Engineering Cells and Microsystems to Study Mechanobiology

Date and Time
Photo of Beth L. Pruitt, Ph.D.
Photo of Beth L. Pruitt, Ph.D.

Online CBE Seminar

All Spring 2020 CBE Seminars will be hosted online via Zoom. Zoom will open after the host has joined at the start of each seminar. You can ask questions through the chat forum and by raising your "hand" and the speaker will call on you.  Zoom link here: https://ucsb.zoom.us/j/943297219

Speaker

Beth L. Pruitt, Ph.D
Professor, Department of Mechanical Engineering;
BioMolecular Science and Engineering; and
Molecular, Cellular, and Developmental Biology
Director, Center for Bioengineering
University of California, Santa Barbara

Abstract

Living organisms generate and respond to mechanical forces and these forces are sensed and created by specialized cells in the body. Force generation and sensing, or more broadly the mechanobiology coupling tissue (cell) mechanics and biology, are essential in normal development, wound healing, and tissue homeostasis.
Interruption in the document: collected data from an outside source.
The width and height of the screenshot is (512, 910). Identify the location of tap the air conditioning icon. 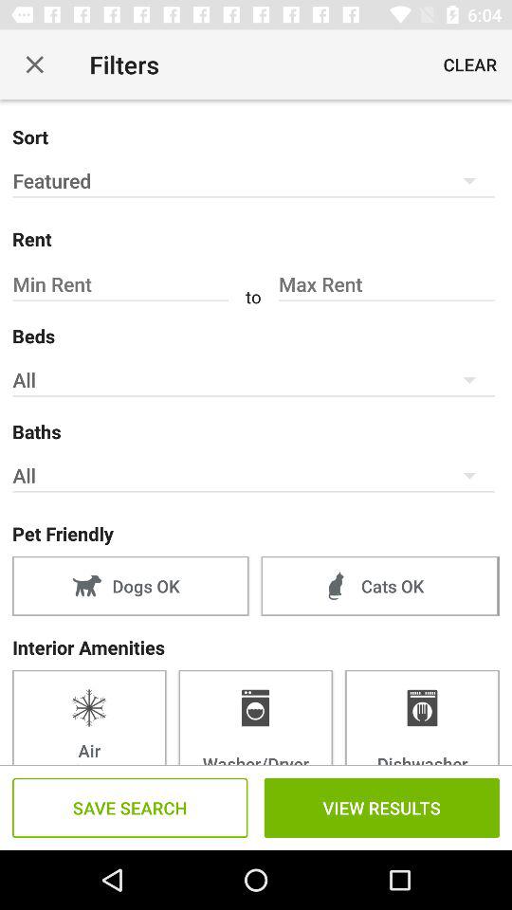
(89, 717).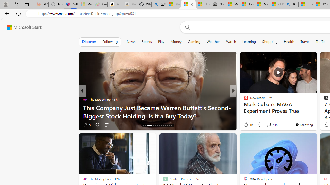  What do you see at coordinates (247, 125) in the screenshot?
I see `103 Like` at bounding box center [247, 125].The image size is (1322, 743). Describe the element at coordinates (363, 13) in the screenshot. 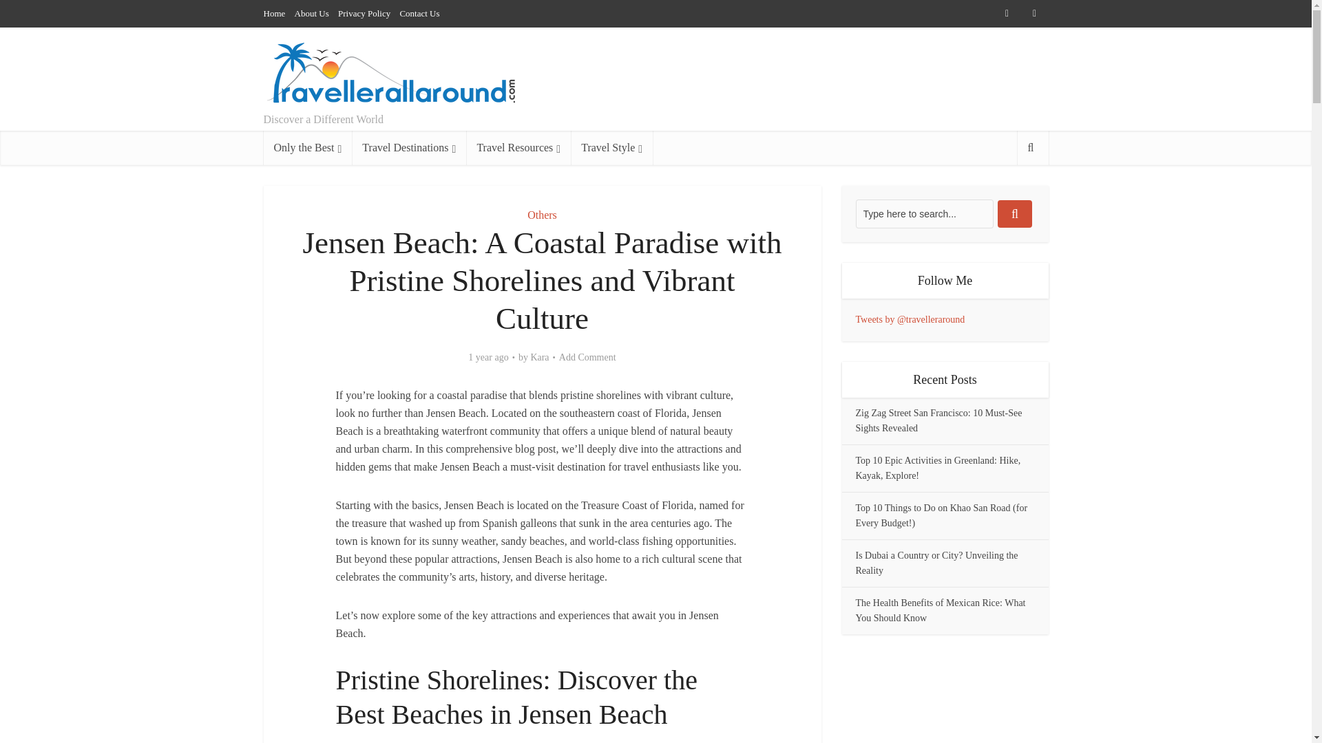

I see `Privacy Policy` at that location.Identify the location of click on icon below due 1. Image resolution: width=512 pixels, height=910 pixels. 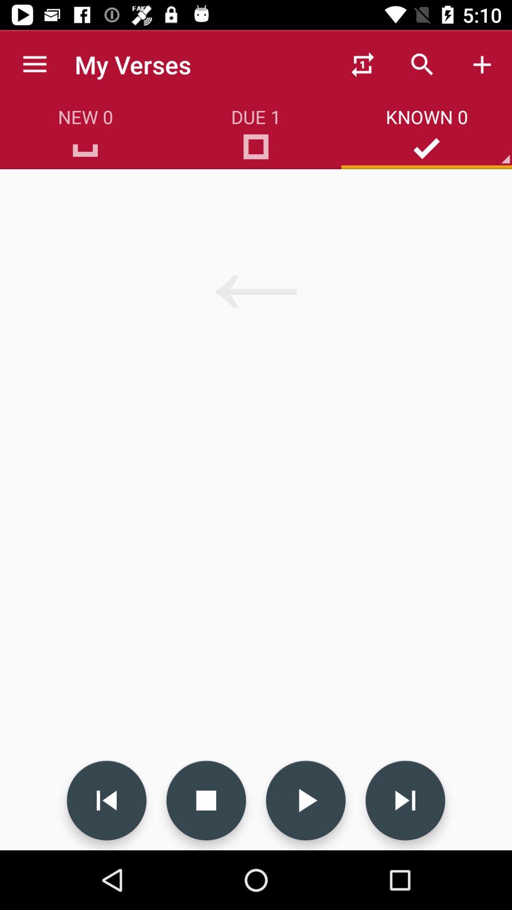
(256, 151). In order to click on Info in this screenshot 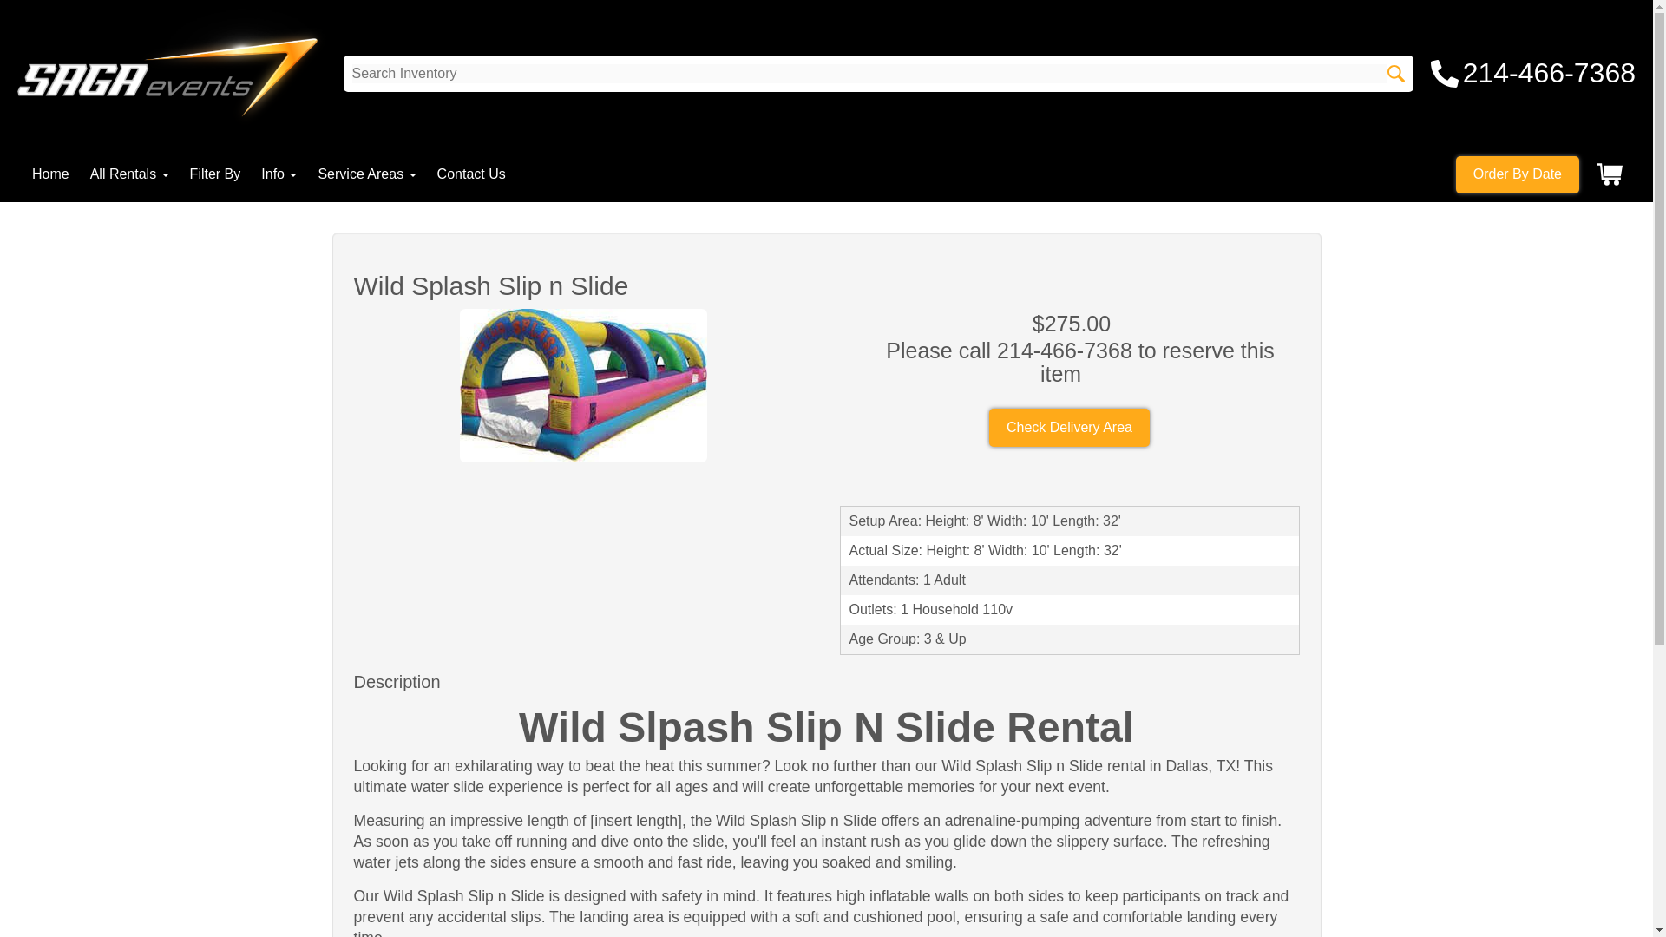, I will do `click(279, 174)`.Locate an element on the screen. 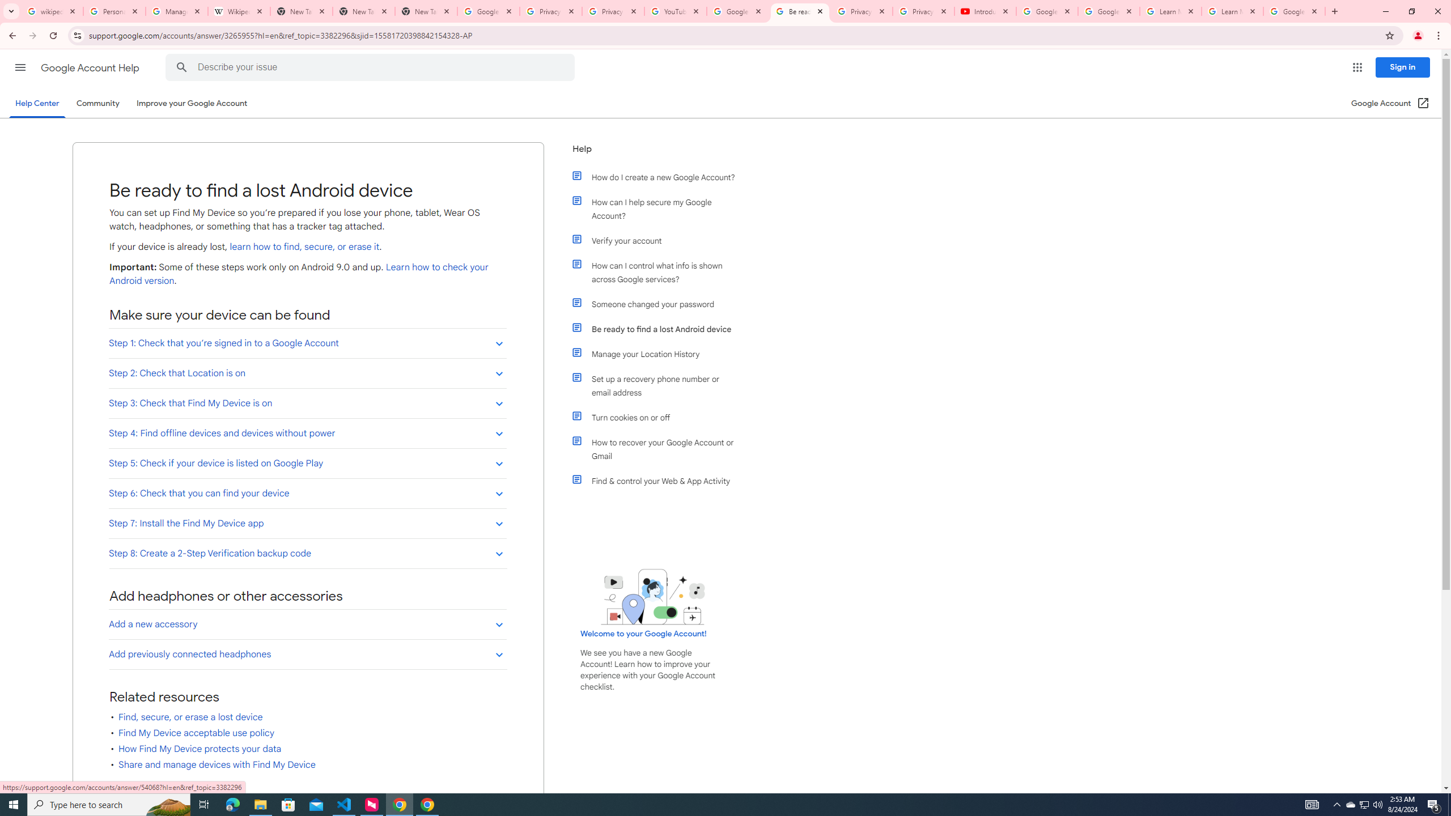 This screenshot has height=816, width=1451. Main menu is located at coordinates (20, 67).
Our mechanical senses of hearing and touch allow us to navigate our environment and interact with one another, yet they remain the least understood of our perceptive senses. Basic life sustaining functions such as breathing, circulation, and digestion are driven autonomously by coordinated contraction of specialized muscle cells, yet how these functions incorporate active feedback via force sensing at the cellular level is an area of active study. Meanwhile, a variety of specialized stretch activated receptors and mechanically mediated biochemical signaling pathways have been identified in recent years. Importantly, defects in proteins of these mechanically mediated pathways and receptors have been implicated in disease states spanning cardiovascular disease, cancer growth and metastasis, neuropathy, and deafness. Thus, understanding the mechanical basis of homeostasis (health) and defective cell renewal function (disease) increasingly requires us to consider the role of mechanics. To study how cells and tissues integrate mechanical signals, we and others have developed specialized cell cultures systems and micromachined tools to stimulate and measure forces and displacements at the scale of proteins and cells. A key feature of such experiments is the ability to observe cell outputs such as morphological changes, protein expression, electrophysiological signaling, force generation and transcriptional activity in response to mechanical stimuli.

BIO

Dr. Beth Pruitt recently moved to the University of California Santa Barbara as a Professor of Mechanical Engineering and Biomolecular Science and Engineering to help build a new Bioengineering program and department. Before that, she was on the faculty at Stanford University from 2003-2018 in Mechanical Engineering and Bioengineering, where she led the Stanford Microsystems Lab focused on small-scale metrologies for interdisciplinary micro-mechanics applications such as mechanobiology, biomechanics and sensing. Beth earned her S.B. in mechanical engineering from the Massachusetts Institute of Technology (MIT) where she was in Navy ROTC and also learned sailing, leadership, and perseverance. She subsequently earned her M.S. in Manufacturing Systems Engineering from Stanford University then served as an officer in the US Navy. Her first tour of service was at the engineering headquarters of the Navy nuclear programs, and her second tour was as an instructor teaching Systems Engineering (and offshore sailing in the summer) at the U.S. Naval Academy. After her Navy service, Dr. Pruitt earned her Ph.D. in Mechanical Engineering supported as a Hertz Foundation Fellow at Stanford University with research advancing microtechnology and small-scale metrologies for force measurements. Dr. Pruitt was a postdoctoral researcher at the Swiss Federal Institute of Technology Lausanne (EPFL) working to advance the use of polymers in microdevices. And in 2012, she was a visiting professor in the Lab for Applied Mechanobiology in the Department of Health Sciences and Technology at ETH, Zurich. She has been recognized by the NSF CAREER Award, DARPA Young Faculty Award, Denice Denton Leadership Award and is a Fellow of the ASME and AIMBE.